Re: [jude & hannah: tea]
There was a voice in his ear, a long-silent but sadly not forgotten voice, that made clear its displeasure with the way tea was rollicking along. Historical references, boy, know your audience and Hannah was furthest thing from the only other person in town with whom Jude spoke much, (as to which the voice would have been deeply scathing). But the coffee shop was not a con, if you please, and he'd been long out of practice with new people that it was bound to resurrect. Jude kept his reading of the conversation to the books discussed rather than the woman opposite and it felt a little like deliberately keeping the lights off, but so much the better to keep the voice quiet.
"The Romanovs are very dead, so they won't mind attending the funeral. A gravestone, for all three? Here lies bland instruction on how to live a life meekly, with great kindness and excruciating politeness. The Romanovs can weep at the grave-side, they're used to it," Jude waved a hand, sweeping a century of history along with the flick of his wrist, go now, shoo. Hannah wore her expressions up-front and surface, like a book propped open with the page marked and the wording underlined for good measure. But the story was a story and it demanded the telling and Jude sipped his tea slowly and watched anticipation bloom bright as poppies.
"No," he said, simply, "But she had to ask nicely, you see. And the governess was strict about prayers at bedtime, and manners and taking things away if you broke them, and when the little girl was put to bed without supper, which she thought very unfair, all things considered and her brother being what he was, she prayed in her bed. Say what you will about who was listening, but she asked with please and with thank you, to undo the day and to go back. And time unravelled quick as wool. Except she didn't know how to stop. Back and back and back she went, until she lost her place in her own time. She wept a little, because what child wants to be forgotten?" He looked at her, mischief-dark and comfortably elbows on table, as if being forgotten wasn't something Jude had ever contemplated as small, serious boy.
"So she had license to go anywhere she liked, so long as she could think it before the time unravelled. She saw the Romanovs, and the Victorians, and the Georgians who had excellent toys. She went back and back and back until she saw the Middle Ages when she wouldn't have been a little girl for long, and the Dark Ages before that. And eventually, time had to run out and stop."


_Goal of the exercise_:
Return every line from the records below in which the word "caption" is found.

_Records for the task_:
"""
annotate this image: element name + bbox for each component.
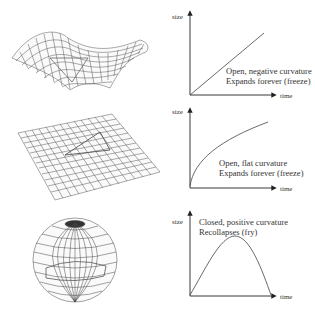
caption-line1: Open, negative curvature [226, 66, 312, 76]
caption-line2: Expands forever (freeze) [219, 168, 304, 178]
y-axis-label: size [172, 218, 183, 226]
graph-open-flat: size time Open, flat curvature Expands f… [172, 108, 304, 193]
saddle-surface-illustration [12, 32, 148, 90]
caption-line1: Open, flat curvature [219, 158, 287, 168]
caption-line1: Closed, positive curvature [199, 217, 288, 227]
caption-line2: Expands forever (freeze) [226, 76, 311, 86]
graph-open-negative: size time Open, negative curvature Expan… [172, 13, 312, 100]
sphere-illustration [33, 218, 117, 302]
y-axis-label: size [172, 108, 183, 116]
x-axis-label: time [280, 92, 292, 100]
caption-line2: Recollapses (fry) [199, 227, 257, 237]
y-axis-label: size [172, 13, 183, 21]
recollapse-curve [190, 236, 271, 295]
x-axis-label: time [280, 185, 292, 193]
flat-plane-illustration [18, 114, 160, 200]
graph-closed-positive: size time Closed, positive curvature Rec… [172, 213, 292, 301]
x-axis-label: time [280, 293, 292, 301]
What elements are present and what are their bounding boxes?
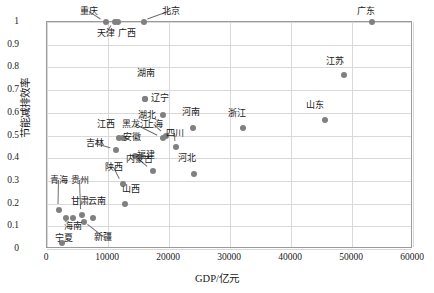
y-axis-tick-label: 0.4 bbox=[0, 152, 19, 162]
data-point-label: 江苏 bbox=[326, 56, 344, 66]
gridline-horizontal bbox=[47, 181, 411, 182]
gridline-horizontal bbox=[47, 67, 411, 68]
data-point-label: 重庆 bbox=[80, 6, 98, 16]
x-axis-tick-label: 0 bbox=[44, 252, 49, 262]
data-point[interactable] bbox=[142, 96, 148, 102]
scatter-chart: 节能减排效率 GDP/亿元 00.10.20.30.40.50.60.70.80… bbox=[0, 0, 434, 293]
x-axis-tick-label: 40000 bbox=[278, 252, 302, 262]
data-point-label: 黑龙江 bbox=[122, 119, 149, 129]
data-point-label: 江西 bbox=[97, 119, 115, 129]
gridline-vertical bbox=[47, 22, 48, 247]
gridline-horizontal bbox=[47, 136, 411, 137]
data-point[interactable] bbox=[90, 215, 96, 221]
data-point-label: 陕西 bbox=[105, 162, 123, 172]
data-point[interactable] bbox=[191, 171, 197, 177]
y-axis-tick-label: 0.1 bbox=[0, 220, 19, 230]
x-axis-tick-label: 30000 bbox=[217, 252, 241, 262]
data-point-label: 新疆 bbox=[94, 232, 112, 242]
data-point-label: 青海 bbox=[50, 175, 68, 185]
data-point-label: 吉林 bbox=[86, 138, 104, 148]
x-axis-title: GDP/亿元 bbox=[0, 270, 434, 285]
y-axis-tick-label: 0.5 bbox=[0, 130, 19, 140]
gridline-horizontal bbox=[47, 90, 411, 91]
gridline-vertical bbox=[413, 22, 414, 247]
data-point-label: 天津 bbox=[97, 28, 115, 38]
y-axis-tick-label: 0.9 bbox=[0, 39, 19, 49]
data-point-label: 山西 bbox=[122, 184, 140, 194]
gridline-horizontal bbox=[47, 45, 411, 46]
y-axis-tick-label: 0.2 bbox=[0, 198, 19, 208]
data-point[interactable] bbox=[113, 147, 119, 153]
gridline-vertical bbox=[230, 22, 231, 247]
data-point-label: 四川 bbox=[166, 128, 184, 138]
x-axis-tick-label: 20000 bbox=[156, 252, 180, 262]
data-point[interactable] bbox=[160, 112, 166, 118]
gridline-horizontal bbox=[47, 249, 411, 250]
data-point-label: 山东 bbox=[306, 100, 324, 110]
x-axis-tick-label: 10000 bbox=[95, 252, 119, 262]
data-point[interactable] bbox=[173, 144, 179, 150]
data-point-label: 安徽 bbox=[123, 132, 141, 142]
gridline-horizontal bbox=[47, 22, 411, 23]
data-point[interactable] bbox=[369, 19, 375, 25]
gridline-horizontal bbox=[47, 226, 411, 227]
data-point[interactable] bbox=[79, 212, 85, 218]
data-point[interactable] bbox=[141, 19, 147, 25]
gridline-vertical bbox=[291, 22, 292, 247]
data-point-label: 湖南 bbox=[137, 68, 155, 78]
data-point[interactable] bbox=[115, 19, 121, 25]
gridline-horizontal bbox=[47, 158, 411, 159]
y-axis-tick-label: 1 bbox=[0, 16, 19, 26]
y-axis-tick-label: 0.7 bbox=[0, 84, 19, 94]
x-axis-tick-label: 50000 bbox=[339, 252, 363, 262]
data-point-label: 河南 bbox=[182, 107, 200, 117]
data-point[interactable] bbox=[341, 72, 347, 78]
data-point-label: 北京 bbox=[162, 6, 180, 16]
gridline-vertical bbox=[108, 22, 109, 247]
data-point-label: 河北 bbox=[178, 153, 196, 163]
data-point[interactable] bbox=[150, 168, 156, 174]
data-point-label: 广西 bbox=[118, 28, 136, 38]
gridline-vertical bbox=[352, 22, 353, 247]
data-point[interactable] bbox=[240, 125, 246, 131]
y-axis-tick-label: 0.3 bbox=[0, 175, 19, 185]
data-point-label: 海南 bbox=[64, 221, 82, 231]
data-point[interactable] bbox=[322, 117, 328, 123]
data-point-label: 贵州 bbox=[71, 175, 89, 185]
data-point[interactable] bbox=[190, 125, 196, 131]
data-point[interactable] bbox=[122, 201, 128, 207]
data-point-label: 内蒙古 bbox=[126, 154, 153, 164]
x-axis-tick-label: 60000 bbox=[400, 252, 424, 262]
data-point[interactable] bbox=[56, 207, 62, 213]
y-axis-tick-label: 0.8 bbox=[0, 61, 19, 71]
data-point-label: 广东 bbox=[357, 6, 375, 16]
data-point-label: 辽宁 bbox=[151, 93, 169, 103]
y-axis-tick-label: 0 bbox=[0, 243, 19, 253]
plot-area bbox=[46, 21, 412, 248]
y-axis-tick-label: 0.6 bbox=[0, 107, 19, 117]
data-point-label: 甘肃 bbox=[71, 196, 89, 206]
data-point-label: 宁夏 bbox=[55, 233, 73, 243]
data-point-label: 浙江 bbox=[228, 108, 246, 118]
data-point-label: 云南 bbox=[88, 196, 106, 206]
"""
_Answer space_:
caption-line1: Open, negative curvature [226, 66, 312, 76]
caption-line2: Expands forever (freeze) [219, 168, 304, 178]
caption-line1: Open, flat curvature [219, 158, 287, 168]
caption-line1: Closed, positive curvature [199, 217, 288, 227]
caption-line2: Expands forever (freeze) [226, 76, 311, 86]
caption-line2: Recollapses (fry) [199, 227, 257, 237]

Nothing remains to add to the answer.